Speaking at a recent Pritchitt Bland Communications media lunch, Maple-Brown Abbott chief executive and managing director Sophia Rahmani said the group had been directed by a major super fund client to prepare their portfolio for carbon neutrality by the end of financial year.
“One of our super clients, which I know has happened to lots of super funds, has said by 30 June, we need a plan on how we’re going to transition over the next three years to being carbon neutral,” Ms Rahmani said.
“They’ve said let’s work through that because we don’t quite know what our board wants us to do. But just like that it’s going to turn into an ESG portfolio, and that’s a board directive from that super fund.”
4D Infrastructure chief investment officer Sarah Shaw agreed that many super funds were rapidly moving towards carbon neutrality across their entire portfolio if they had not done so already.
“You can have stocks that are carbon emitters but they have to be offset by other stocks that are taking carbon out across the portfolio,” Ms Shaw said.
“Every stock in the portfolio doesn’t have to be carbon neutral, it’s actually at the portfolio level.”
Tribeca Investment Partners lead portfolio manager Jun Bei Liu said funds were also allowing managers to offset carbon-intensive holdings through short exposures, but that managers typically faced pressure to sell down carbon emitters by the end of financial year.
“We think it doesn’t stack up to be invested in [carbon-intensive] businesses so we short them against others where we feel there’s more potential, and for my [super fund] clients who are much more stringent in terms of carbon footprint it helps them to offset other managers who are happy to buy those companies,” Ms Liu said.
“They normally have an annual financial year end date so they put a lot of pressure on the managers that own those companies to reduce that because they have to report it. They have to do analysis because their members want to see they are conscious with ESG and they are taking steps to improve on some of those measures.”
However Ms Rahmani said while Australian institutions were more flexible around what constituted sustainable investing, new rules implemented in Europe gave a sense of what was to come in terms of the strict protocols around who could call themselves carbon-neutral.
“The European sustainable finance directive regime regulations are pretty big and requiring you to allocate your product to a pot, and you can’t say you’re dark green if you’re not dark green,” Ms Rahmani said.
“We went through a huge process across all our European products to give consistency on what we are and how green we are.”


* **Aim of the task**
Which lines run from the one containing "This screenshot has height=735, width=1427." through the last line of the records? Copy them exactly, leaving pictures out.

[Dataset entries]

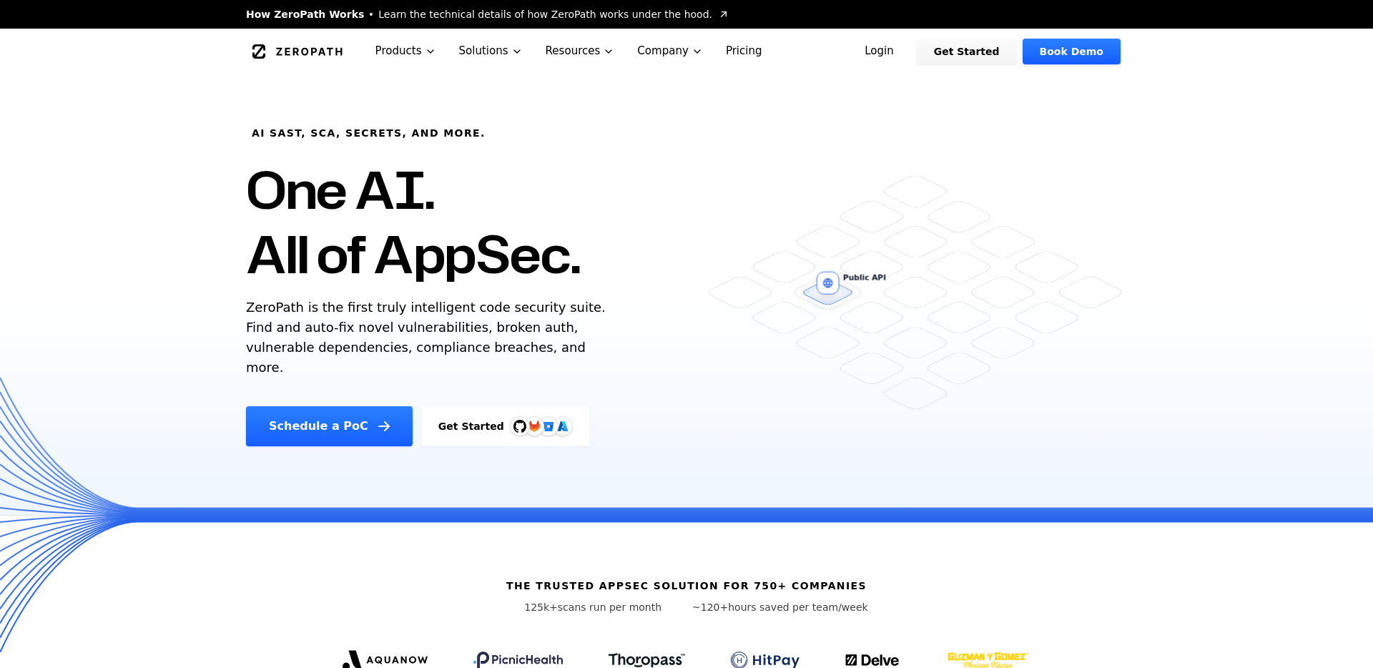 This screenshot has width=1373, height=668. I want to click on a: Get Started, so click(967, 51).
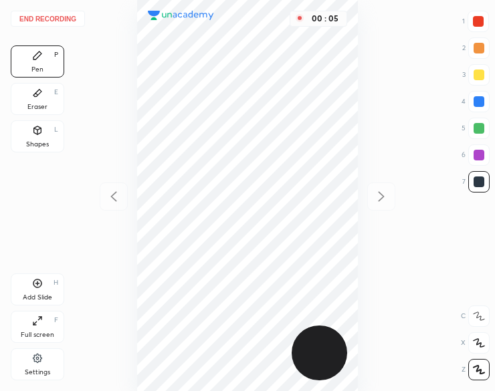 The width and height of the screenshot is (495, 391). What do you see at coordinates (56, 55) in the screenshot?
I see `div: P` at bounding box center [56, 55].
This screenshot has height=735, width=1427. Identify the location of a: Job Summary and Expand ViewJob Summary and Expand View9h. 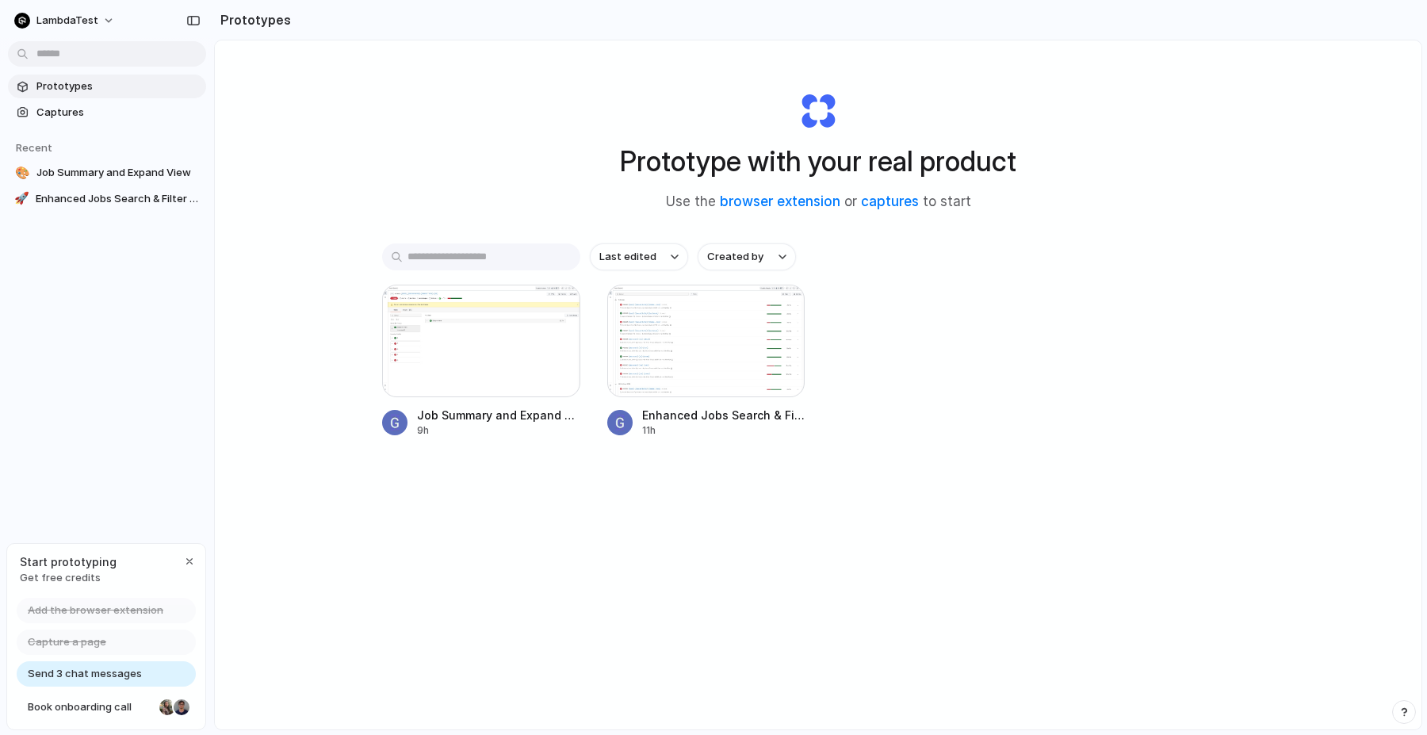
(481, 361).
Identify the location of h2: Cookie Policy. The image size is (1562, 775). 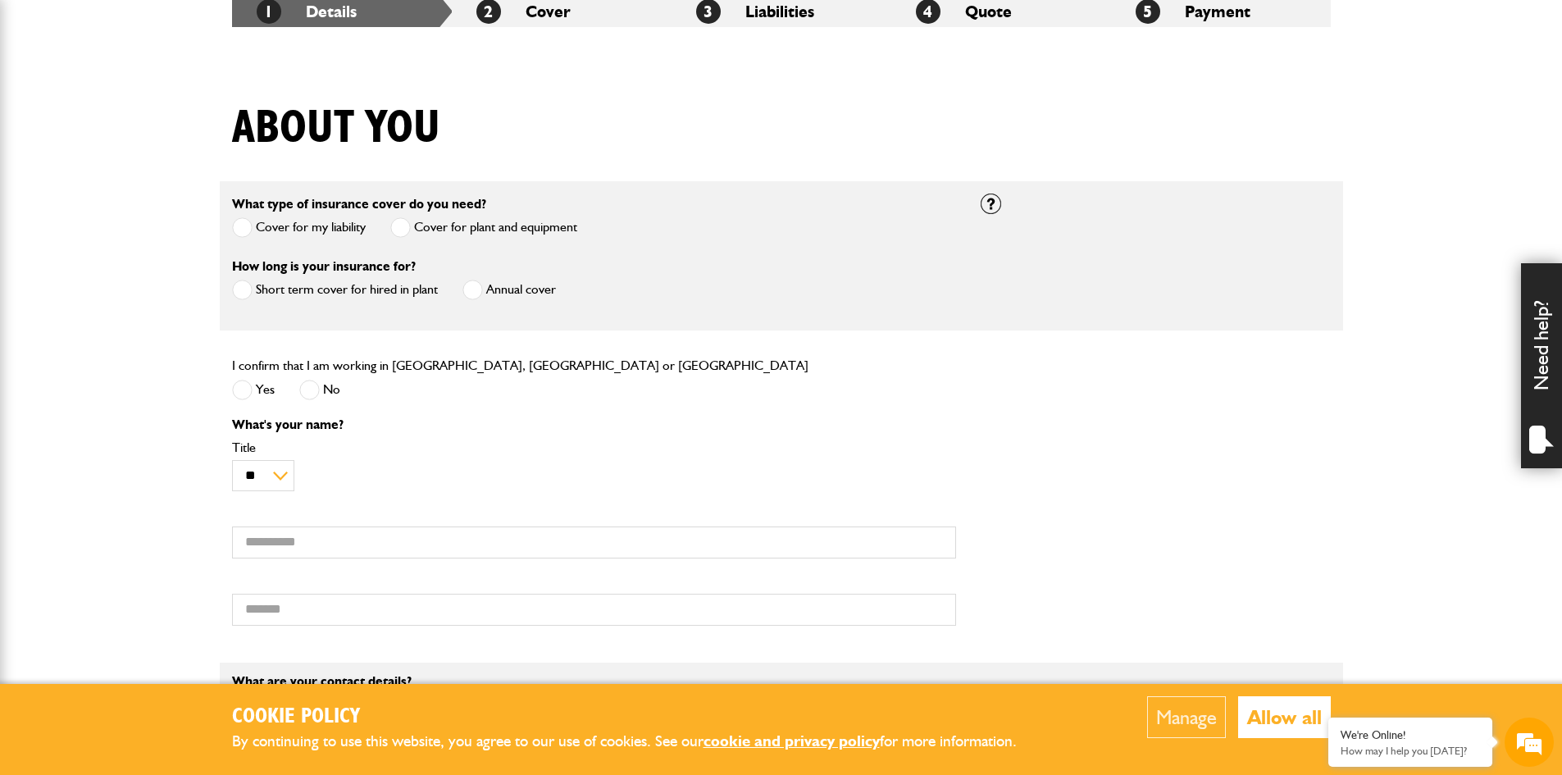
(638, 717).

* **Answer to the problem**
This screenshot has height=735, width=1427. Identify the location of a: Job Summary and Expand ViewJob Summary and Expand View9h. 
(481, 361).
Identify the location of h2: Cookie Policy. The image size is (1562, 775). 
(638, 717).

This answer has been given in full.